Earth Forum is a `module' of the University of the Trees, developed in a small South African village in 2002, and tested in South Africa, Germany and the UK since 2011. It is a mobile, simple, multi-stakeholder process open to all, highlighting `capacity building' of a special kind, which people can carry into their work, their NGO practices [2/3/4/6/8/9] and their daily lives [10]. Although designed to bring together groups of stakeholders that have differing ideas of `progress', `development' and `a sustainable future' it can also be used meaningfully with groups of individuals, as in Berlin [6]. Through its connective practices it enables new forms of meeting, listening, creative engagement and action. Since May 2011, when Sacks trained the first small team of Earth Forum `responsible participants', nearly two thousand people in South Africa, Germany, UK, India and Portugal have participated in Earth Forum's intensive 3-hour process. Of these, 73 requested training to become `responsible participants'. These facilitators meet regularly to discuss the Earth Fora that they run in many different constituencies -from advocacy groups, the Commons network, Transition Towns, within permaculture and activist training, to festivals and events in city squares — demonstrating that this process is valued and widely used. Its impact in Berlin resulted in further funding from the Bundeszentral fuer Politische Bildung [National Office for Political Education] for another weeklong Earth Forum programme (2013), facilitated by 6 of the original 2012 Earth Forum participants. [6]

Sources to corroborate the impact

  1. Corroborative statement author 1: Banana Link (Chief Executive); World Banana Forum (Executive) [Testimony]
  2. Corroborative statement author 2 Transition Towns-Kassel, German Coordinating Team; Coach [Testimony]
  3. Corroborative statement author 3 — Heinrich Boell Stiftung, Berlin.
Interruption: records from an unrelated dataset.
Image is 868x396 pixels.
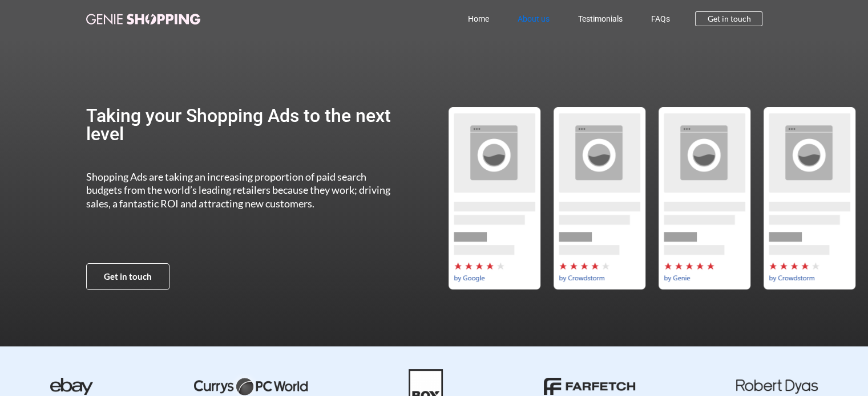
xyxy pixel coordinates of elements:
a: Get in touch [86,263,170,290]
h2: Taking your Shopping Ads to the next level [86,106,402,143]
img: robert dyas [736,380,817,394]
div: by-google [442,107,546,290]
div: 5 / 5 [546,107,652,290]
div: 2 / 5 [756,107,862,290]
a: About us [503,6,563,32]
a: Home [453,6,503,32]
nav: Menu [250,6,684,32]
a: Get in touch [695,11,762,26]
div: 4 / 5 [442,107,546,290]
span: Get in touch [707,15,750,23]
img: ebay-dark [50,378,93,395]
div: by-crowdstorm [756,107,862,290]
span: Get in touch [104,272,152,281]
span: Shopping Ads are taking an increasing proportion of paid search budgets from the world’s leading ... [86,171,390,210]
div: 1 / 5 [652,107,756,290]
div: by-genie [652,107,756,290]
img: farfetch-01 [544,378,635,395]
img: genie-shopping-logo [86,14,200,25]
a: FAQs [636,6,683,32]
div: by-crowdstorm [546,107,652,290]
a: Testimonials [563,6,636,32]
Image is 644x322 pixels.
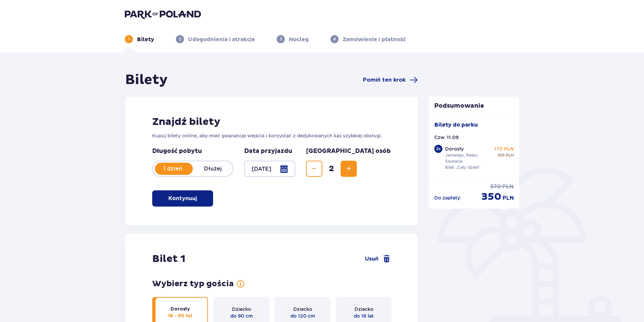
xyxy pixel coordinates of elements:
p: Dziecko [293,307,312,313]
p: 4 [334,36,336,42]
p: Kupuj bilety online, aby mieć gwarancję wejścia i korzystać z dedykowanych kas szybkiej obsługi. [152,132,390,139]
img: Park of Poland logo [125,9,201,19]
p: 18 - 65 lat [169,313,193,319]
p: 350 [481,191,501,204]
p: Jamango, Relax, Saunaria [445,152,492,165]
p: PLN [503,195,514,202]
p: 2 [179,36,181,42]
a: Usuń [365,255,390,264]
p: 1 dzień [153,165,193,173]
p: 370 [490,183,501,191]
p: 3 [279,36,282,42]
p: 175 PLN [494,146,514,152]
p: Udogodnienia i atrakcje [188,36,255,43]
span: Pomiń ten krok [363,76,406,84]
div: 2 x [434,145,443,153]
p: Dziecko [354,307,373,313]
button: Increase [340,161,357,177]
button: Kontynuuj [152,191,213,207]
p: Dorosły [170,307,190,313]
p: Do zapłaty : [434,195,462,202]
p: Wybierz typ gościa [152,279,234,289]
h2: Znajdź bilety [152,116,390,129]
span: 2 [324,164,340,174]
p: Długość pobytu [152,148,234,155]
a: Pomiń ten krok [363,76,418,84]
p: Dziecko [232,307,251,313]
p: Bilety do parku [434,121,478,129]
p: Podsumowanie [429,102,519,110]
p: 185 [498,152,505,159]
p: Kontynuuj [169,195,197,203]
span: Usuń [365,255,378,263]
p: 1 [128,36,130,42]
p: Dłużej [193,165,233,173]
p: Zamówienie i płatność [343,36,406,43]
p: Bilety [137,36,154,43]
p: Czw. 11.09 [434,134,459,141]
p: Data przyjazdu [244,148,292,155]
p: do 120 cm [291,313,315,319]
p: do 90 cm [230,313,253,319]
p: Nocleg [289,36,309,43]
button: Decrease [306,161,322,177]
p: PLN [502,183,514,191]
p: [GEOGRAPHIC_DATA] osób [306,148,390,155]
p: Bilet 1 [152,252,186,265]
p: do 16 lat [354,313,374,319]
p: Bilet „Cały dzień” [445,165,481,171]
p: PLN [506,152,514,159]
h1: Bilety [126,71,168,88]
p: Dorosły [445,146,463,152]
Head of International Politics. [Testimony]
  4. Corroborative statement author 4 — International Permaculture Design Network — Educator/Trainer [Testimony]
  5. Phillips, P.C.(2011) Social Sculpture: The Nexus of Human Action and Ecological Principles in Moyer, T and Harper, G. (Eds.) (2011) The New Earthwork, ISC Press, New Jersey [234-238]
  6. Citizens Art Days-Berlin (2012): `Citizens Art Days: Pilot' [Earth Forum p14-17]. includes citizens Sacks `trained' in 2012. Also post-project publication: `Documentation' (2012)
  7. Greenpeace Magazine (2012) `Agenda' [Entry by Dr. Andreas Weber on University of the Trees/Earth Forum. One of 14 international projects showcased, linking art and sustainability p64-65]. See also Weber, A. (2013) `Enlivenment: Towards a fundamental shift in the concepts of nature, culture and politics', Heinrich Boell Stiftung, Berlin: p61.
  8. Exchange Values in school education: Corroborative statement author 5 [TIDE:Teachers in Development Education: Arts, Education and Sustainable Development pamphlet, and testimony]. Testimonies from geographers/educators, [who have worked extensively with Exchange Values, creating a resource for schools and for `Making the Connection' teaching programmes, and writing chapters, journal articles and conference presentations].
  9. OYA Magazine [Sustainability and culture magazine, in German [circulation 10,000+]. Issue 9, July/Aug 2011: `Soziale Plastik heute' http://www.oya-online.de/article/read/446.html; Issue 9, July/Aug 2011: Immer mehr zu Künstlern werden http://www.oya-online.de/article/read/426.html; Issue 17, Nov/Dec 2012: Permakultur im Netz der Netzwerke http://www.oya-online.de/article/read/857.html. Oya Blog 23/3/2013: thinkOya auf Tour http://www.oya-online.de/blog/145-thinkoya_auf_tour/view.html
  10. Weintraub, L. (2008) `Avant-Guardians: Textlets in Art and Ecology Values' [Exchange Values profiled in `Globalism' section. http:/www.avant-guardians.com/ecocentric.html.